Printed from : The Leisure Media Co Ltd

06 Sep 2017


Jean Nouvel's Louvre Abu Dhabi finally gets opening date
BY Tom Anstey

Jean Nouvel's Louvre Abu Dhabi finally gets opening date

The long-delayed and even longer-awaited Louvre Abu Dhabi has finally been given its launch date, with the Jean Nouvel-designed cultural institution opening to the public on 11 November.

A string of setbacks dating back by more than decade have delayed the AED4.3bn (US$1.2bn, €1bn, £914m) project, which anchors the under-development Saadiyat Cultural District – where one day the Zayed National Museum designed by Foster and Partners and Guggenheim Abu Dhabi by Frank Gehry will follow in its footsteps.

The roof’s dome is an artwork itself, with eight layers of steel creating a ‘rain of light’ made up of 7,850 patterned perforations that use the sun to create an intricate and ever-changing pattern on the building’s interior.

Water is a key part of Nouvel's building, with a system based on ancient Arabic engineering being used to allow water to flow between the outer areas of the museum and to the galleries inside.

The museum’s development took a major step forward in June last year, when the temporary sea wall surrounding the structure came down, flooding the area around the building, giving the illusion that it is floating on the water.

On display will be the museum’s collection of artworks, its curation one of the reasons for the lengthy delays. The galleries will showcase 600 works of art, including 300 loaned by 13 French museums for the inaugural year. The remaining collection has been sourced from all over the world, with pieces spanning the entirety of human existence: from prehistoric objects to commissioned contemporary artworks.

In addition to the 23 permanent galleries, the museum will include exhibitions, a Children’s Museum, a restaurant and a café. Dubai-based construction firm Arabtec Holdings has been tasked with the build, with French architect Nouvel designing the structure and Abu Dhabi's Tourism Development and Investment Company overseeing the project.

“After several years of study and construction, guests will be able to enter this place of light, this revelatory meeting place of a number of planetary cultures beyond the seas and centuries,” said Nouvel.

“It is an architecture that is protective of its treasures, it is a homage to the Arab city, to its poetry in geometry and light, and, under the large cupola, it is an evocation of the temporalities which inexorably punctuate the hours, days, and the passing of our lives.”

The inaugural special exhibition, From One Louvre to Another: opening a museum for everyone, will debut on 21 December, with the temporary exhibition tracing the history of Musée du Louvre in Paris.

Divided into three sections, the exhibition will look at the royal collections at Versailles under King Louis XIV, followed by the residency of the Academy and Salons in this palace for artists, and conclude with the creation of the modern Musée du Louvre. The exhibition will feature 145 significant paintings, sculptures, decorative arts and other pieces from the collections of Musée du Louvre and Château de Versailles and is curated by Jean-Luc Martinez, president-director of the Musée du Louvre, and Juliette Trey, curator of the Prints and Drawings Department at Musée du Louvre.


**DESCRIPTION OF THE TASK**
Using the records below, find how many lines hold the word "center" and reply with only that number.

[Page and application data records]
---*---

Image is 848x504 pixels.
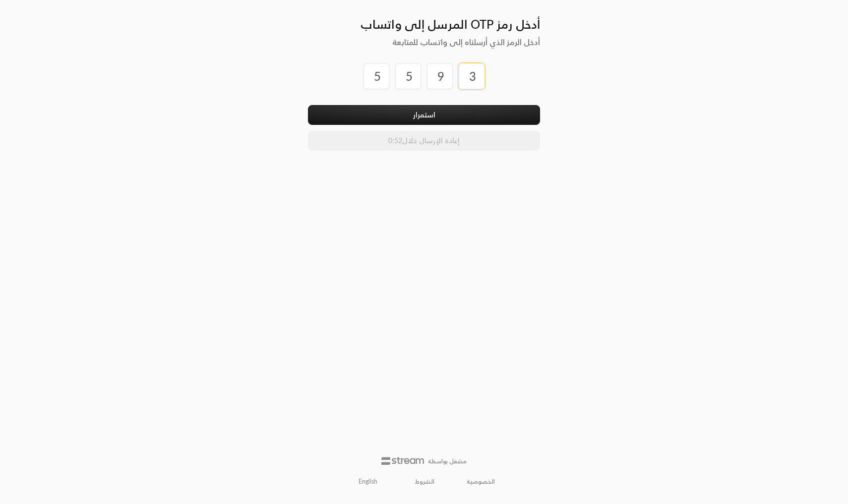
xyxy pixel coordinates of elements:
h5: أدخل الرمز الذي أرسلناه إلى واتساب للمتابعة [307,37,541,48]
a: الخصوصية [467,478,495,485]
p: مشغل بواسطة [428,458,467,465]
button: استمرار [307,105,541,125]
h3: أدخل رمز OTP المرسل إلى واتساب [307,16,541,32]
a: الشروط [415,478,434,485]
a: English [353,472,383,490]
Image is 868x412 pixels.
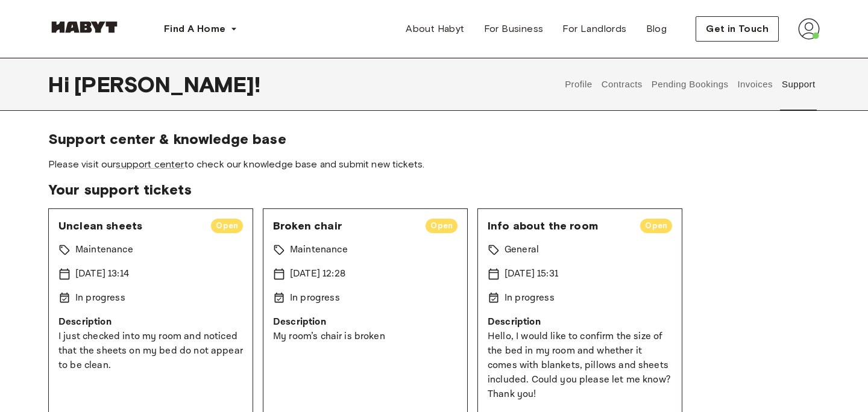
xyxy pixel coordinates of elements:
span: About Habyt [405,22,465,36]
p: Description [273,315,458,330]
p: General [505,243,539,258]
span: For Landlords [563,22,626,36]
span: Your support tickets [49,181,819,199]
span: Find A Home [164,22,225,36]
p: I just checked into my room and noticed that the sheets on my bed do not appear to be clean. [58,330,243,373]
span: For Business [484,22,544,36]
button: Support [780,58,816,111]
img: avatar [798,18,819,40]
button: Profile [564,58,594,111]
a: For Business [474,17,553,41]
span: Open [425,220,458,232]
p: Description [58,315,243,330]
button: Contracts [600,58,644,111]
a: For Landlords [552,17,636,41]
p: Maintenance [290,243,348,258]
p: Description [487,315,672,330]
p: My room’s chair is broken [273,330,458,344]
a: Blog [636,17,677,41]
p: [DATE] 15:31 [505,267,558,281]
span: Get in Touch [706,22,769,36]
a: support center [115,158,184,170]
div: user profile tabs [561,58,819,111]
span: Unclean sheets [58,218,201,234]
p: In progress [505,291,554,305]
p: Maintenance [75,243,134,258]
p: Hello, I would like to confirm the size of the bed in my room and whether it comes with blankets,... [487,330,672,402]
p: In progress [290,291,340,305]
span: Support center & knowledge base [49,130,819,148]
span: Blog [646,22,667,36]
button: Get in Touch [695,16,778,42]
span: Open [211,220,243,232]
span: Open [640,220,672,232]
p: [DATE] 13:14 [75,267,129,281]
button: Invoices [735,58,774,111]
button: Find A Home [155,17,247,41]
span: [PERSON_NAME] ! [74,72,260,97]
span: Hi [49,72,74,97]
span: Broken chair [273,218,416,234]
span: Please visit our to check our knowledge base and submit new tickets. [49,158,819,171]
span: Info about the room [487,218,630,234]
p: [DATE] 12:28 [290,267,345,281]
p: In progress [75,291,125,305]
img: Habyt [49,21,120,33]
a: About Habyt [396,17,474,41]
button: Pending Bookings [650,58,730,111]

---*---

**OUTPUT OF THE EXERCISE**
2